Investors showed a growing appetite to address longer term risks and opportunities, “whether it is shifting regulations targeting the ‘tax gap’, a new market benchmark to define green bonds, or the adoption of low carbon investment solutions,” says Linda Eling-Lee, global head of ESG research.

There will be no shortage of such risks and opportunities this year, as investors look forward to 2015 against a backdrop of plummeting oil prices, renewed geopolitical faultlines and preparations for global climate talks that should seal a deal for all countries to limit their emissions of greenhouse gases.

MSCI has identified five major themes for investors to consider in the year ahead. The first is Aligning to the Fuels of the Future.

As the momentum builds towards the UN climate conference in Paris at the end of the year, investors will continue to reduce their carbon exposure, Ms Eling-Lee says. But they will also look to invest in lower carbon alternatives. “In 2015, we foresee that widespread adoption of de‐carbonization tools will be followed by interest in aligning portfolio exposure to our future energy technology.”

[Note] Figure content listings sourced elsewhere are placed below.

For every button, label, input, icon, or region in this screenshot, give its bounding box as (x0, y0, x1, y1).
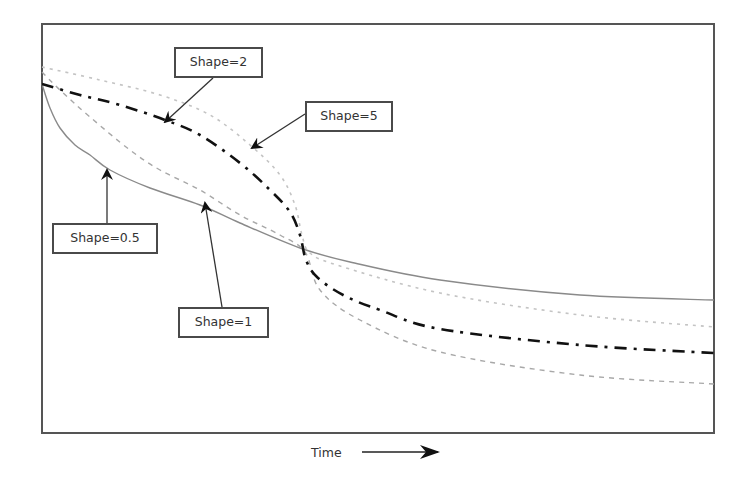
label-shape-5: Shape=5 (305, 101, 393, 132)
arrow-icon (205, 203, 222, 307)
label-shape-1: Shape=1 (178, 307, 269, 338)
arrow-icon (165, 78, 213, 122)
x-axis-arrow (362, 445, 440, 459)
label-shape-2: Shape=2 (174, 47, 263, 78)
x-axis-label: Time (311, 445, 342, 460)
label-shape-0-5: Shape=0.5 (52, 223, 158, 254)
arrow-icon (252, 114, 305, 148)
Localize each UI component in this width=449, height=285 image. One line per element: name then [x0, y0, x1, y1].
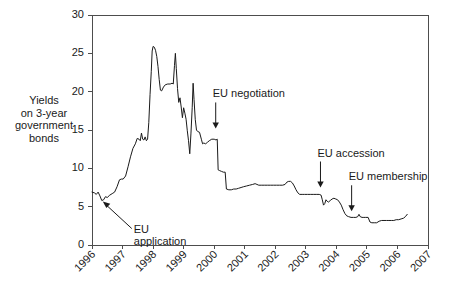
y-tick-label: 25: [72, 46, 84, 58]
series-line: [92, 46, 407, 222]
x-tick-label: 2001: [224, 248, 250, 274]
x-tick-label: 2002: [255, 248, 281, 274]
x-tick-label: 1996: [72, 248, 98, 274]
annotation-arrow-line: [106, 205, 132, 229]
y-tick-label: 20: [72, 85, 84, 97]
y-tick-label: 15: [72, 123, 84, 135]
x-tick-label: 2003: [285, 248, 311, 274]
y-axis-ticks: 051015202530: [72, 8, 92, 250]
x-tick-label: 1999: [163, 248, 189, 274]
axis-frame: [92, 15, 428, 245]
annotations-layer: EUapplicationEU negotiationEU accessionE…: [103, 87, 428, 247]
x-tick-label: 1998: [133, 248, 159, 274]
y-axis-title: Yieldson 3-yeargovernmentbonds: [15, 94, 73, 144]
x-tick-label: 2000: [194, 248, 220, 274]
annotation-label: EU membership: [349, 170, 428, 182]
annotation-arrow-head: [213, 122, 219, 128]
annotation-label: EU: [134, 223, 149, 235]
y-axis-title-line: government: [15, 119, 73, 131]
series-layer: [92, 46, 407, 222]
y-tick-label: 10: [72, 161, 84, 173]
x-tick-label: 1997: [102, 248, 128, 274]
y-axis-title-line: Yields: [29, 94, 59, 106]
annotation-label: application: [134, 235, 187, 247]
y-tick-label: 30: [72, 8, 84, 20]
annotation-arrow-head: [317, 182, 323, 188]
y-axis-title-line: on 3-year: [21, 107, 68, 119]
x-tick-label: 2006: [377, 248, 403, 274]
annotation-eu-application: EUapplication: [103, 202, 187, 248]
x-tick-label: 2007: [408, 248, 434, 274]
yields-line-chart: Yieldson 3-yeargovernmentbonds 051015202…: [0, 0, 449, 285]
chart-figure: Yieldson 3-yeargovernmentbonds 051015202…: [0, 0, 449, 285]
annotation-label: EU accession: [317, 147, 384, 159]
y-tick-label: 0: [78, 238, 84, 250]
x-tick-label: 2004: [316, 248, 342, 274]
y-tick-label: 5: [78, 200, 84, 212]
annotation-label: EU negotiation: [213, 87, 285, 99]
y-axis-title-line: bonds: [29, 132, 59, 144]
annotation-eu-negotiation: EU negotiation: [213, 87, 285, 128]
annotation-arrow-head: [348, 205, 354, 211]
plot-border: [92, 15, 428, 245]
x-axis-ticks: 1996199719981999200020012002200320042005…: [72, 245, 434, 274]
annotation-eu-membership: EU membership: [348, 170, 427, 211]
x-tick-label: 2005: [347, 248, 373, 274]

Investors are scrutinising their carbon-related risks much more than in the past, partly because of concerns that fossil fuel assets are mispriced and partly as a result of growing calls for divestment. But it is also because the tools available to investors have multiplied in recent years, from measuring the carbon exposure of their portfolios to building weighted portfolios that reduce the carbon-related risks of their investments.

With the share of renewable energy in the global energy mix increasing rapidly and reaching cost- parity with fossil fuel generation in markets ranging from the US to India and Brazil, “few question that the long term, global energy picture – and our fundamental energy infrastructure – will shift from its current energy mix,” MSCI says in its 2015 ESG Trends to Watch report. “As institutional investors shift their portfolios away from carbon‐intensive assets, the natural follow up question will be: to what extent can we shift investments to align with the energy technologies of the future? “ the report says.

“Without deliberately tilting more aggressively toward the companies with large and growing renewable capacity, investors potentially risk being under‐exposed to significant growth in future fuel technology,” Eling-Lee says.